Next come the heavy titles this Child carries: Wonderful Counselor, Mighty God , Everlasting Father, Prince of Peace.  If we focus on each title, it reveals who Yeshua is, His calling and identity. Usually knowledge of Hebrew does not give any “hands up” in understanding the Bible—the Spirit of God ensured that there are accurate and true translations in every language. There are times, however, where nuances in the Hebrew open up different levels of meaning and connections which are otherwise lost in translation.
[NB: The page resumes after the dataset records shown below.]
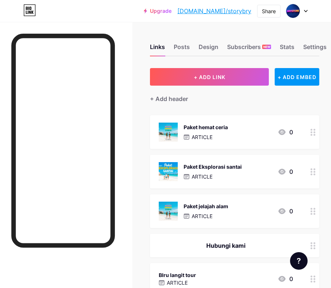 The image size is (331, 288). What do you see at coordinates (168, 172) in the screenshot?
I see `img: Paket Eksplorasi santai` at bounding box center [168, 172].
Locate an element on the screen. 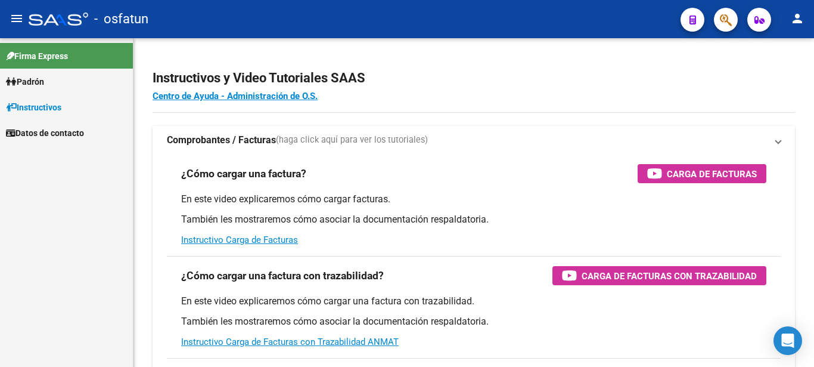  h2: Instructivos y Video Tutoriales SAAS is located at coordinates (474, 78).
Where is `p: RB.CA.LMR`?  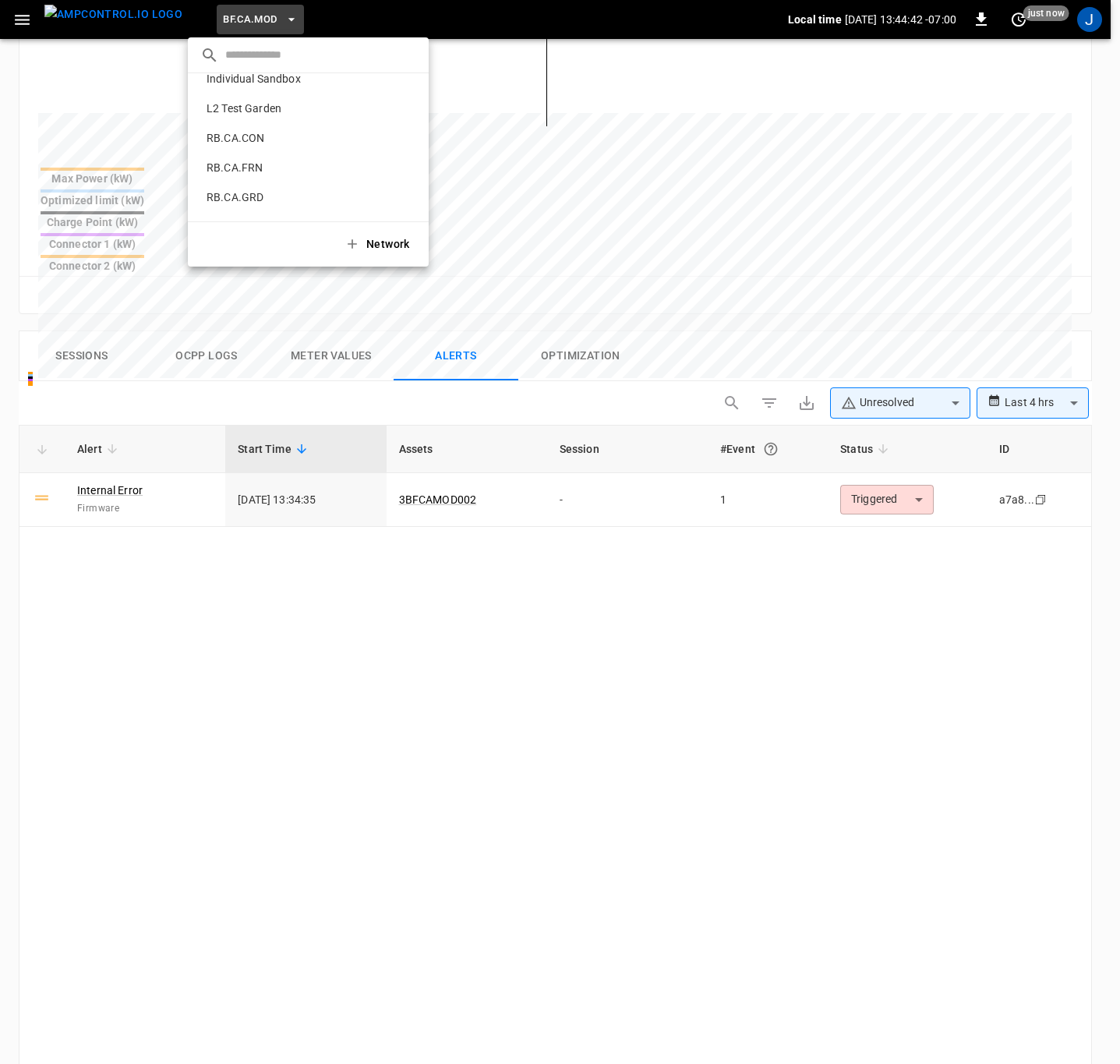
p: RB.CA.LMR is located at coordinates (283, 227).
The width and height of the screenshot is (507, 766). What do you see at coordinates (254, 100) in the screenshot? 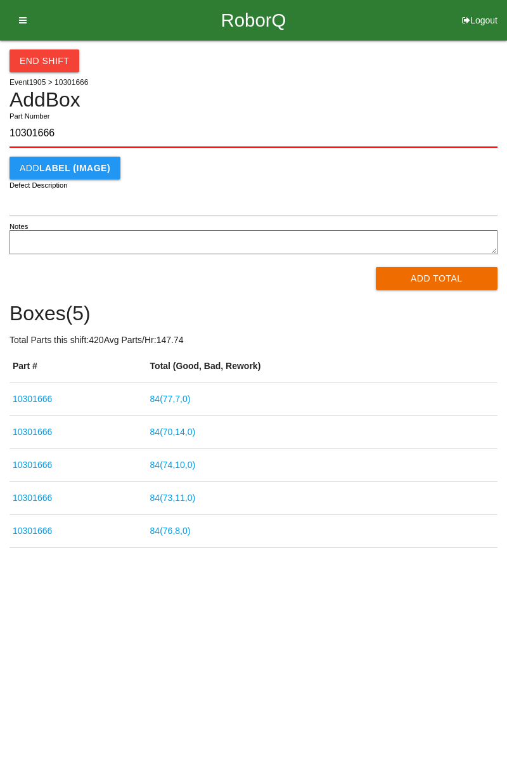
I see `h4: Add Box` at bounding box center [254, 100].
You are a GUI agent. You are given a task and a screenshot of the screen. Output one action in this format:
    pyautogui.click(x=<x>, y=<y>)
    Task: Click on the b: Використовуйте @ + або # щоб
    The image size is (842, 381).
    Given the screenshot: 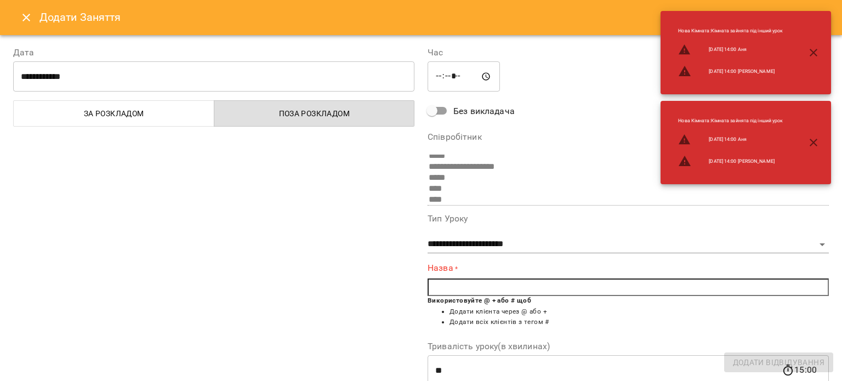 What is the action you would take?
    pyautogui.click(x=479, y=301)
    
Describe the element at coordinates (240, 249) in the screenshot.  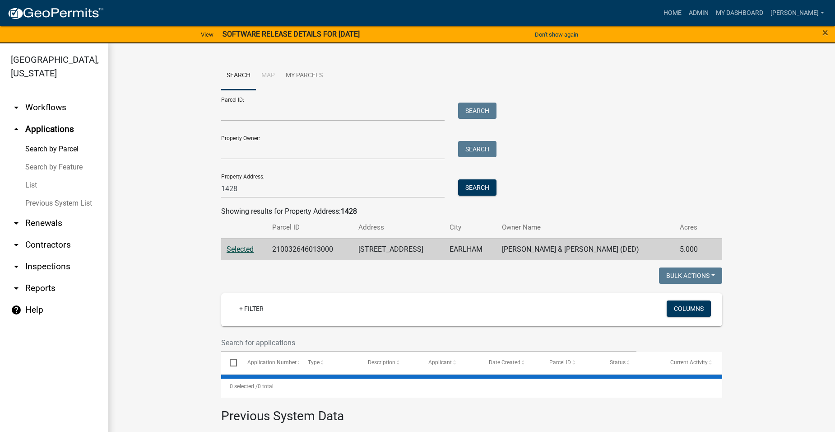
I see `span: Selected` at that location.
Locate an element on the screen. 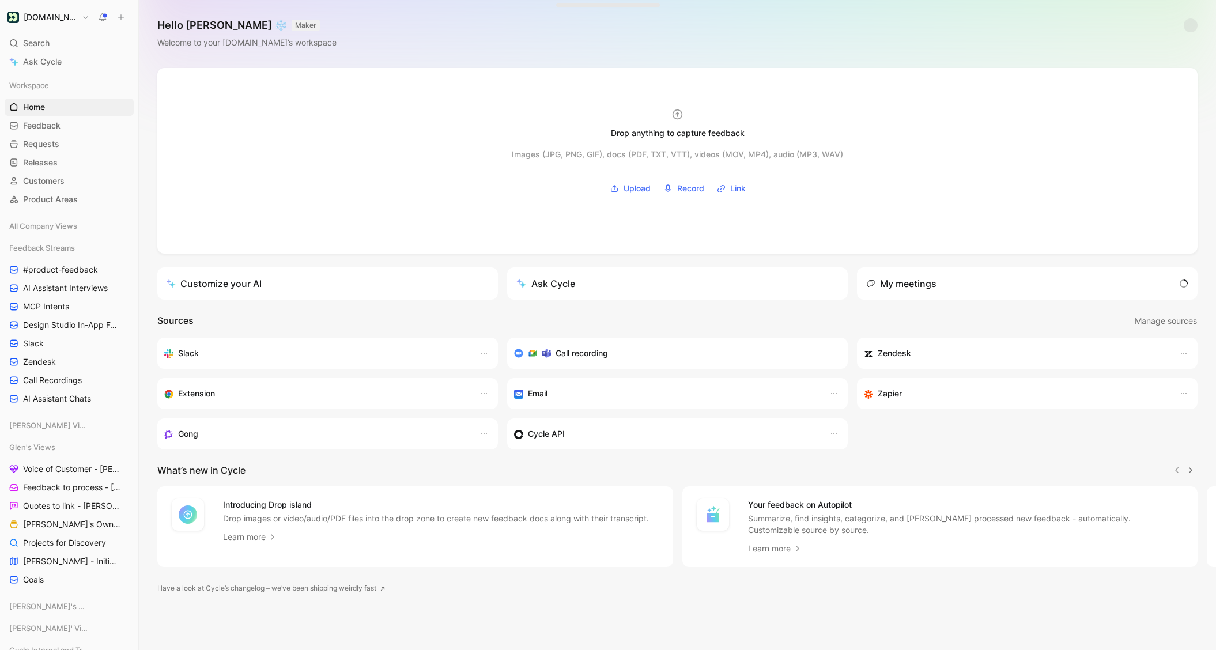 The width and height of the screenshot is (1216, 650). div: Feedback Streams is located at coordinates (69, 248).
Pele Yoetz (Wonderful Counselor) – if we allow Yeshua to be our personal counselor, He will do wonders in our lives! “Pele” is the Hebrew word for “wonder”, and Messiah’s name as “Wonderful” recalls a scene in the Torah where the “Man God” in the form of the Angel of YHVH describes Himself to the father of Samson in Judges 13:18, saying: “My name is wonderful (pelee)”.

El Geebor (Mighty God) – this title makes absolutely clear that the Messiah who is born a human child is the Mighty God himself!

Avi Ad (Everlasting Father, or…?) – this title can be a little confusing because Yeshua is God the Son, but He is not God the Father. So, what does this mean? Here, understanding the Hebrew can be helpful; looking at the Hebrew grammar, “Avi Ad’ can just as easily be translated as “Father of Eternity” which makes much more sense: it is only through Yeshua that we have eternal life. He is the Father of our eternal life.

Sar Shalom (Prince of Peace) – this Child is the bringer of peace: first in our hearts in this age, and, in the Messianic age, He will be the one who brings global peace—a great task indeed!

 

To all of those who are celebrating the birth of our Messiah this Christmas season, I pray that the deep and awesome revelation of the Child who is Mighty God fills yours hearts with wonder and light!

 

A young man asks: “If Yeshua really is the Messiah, then what should I do?”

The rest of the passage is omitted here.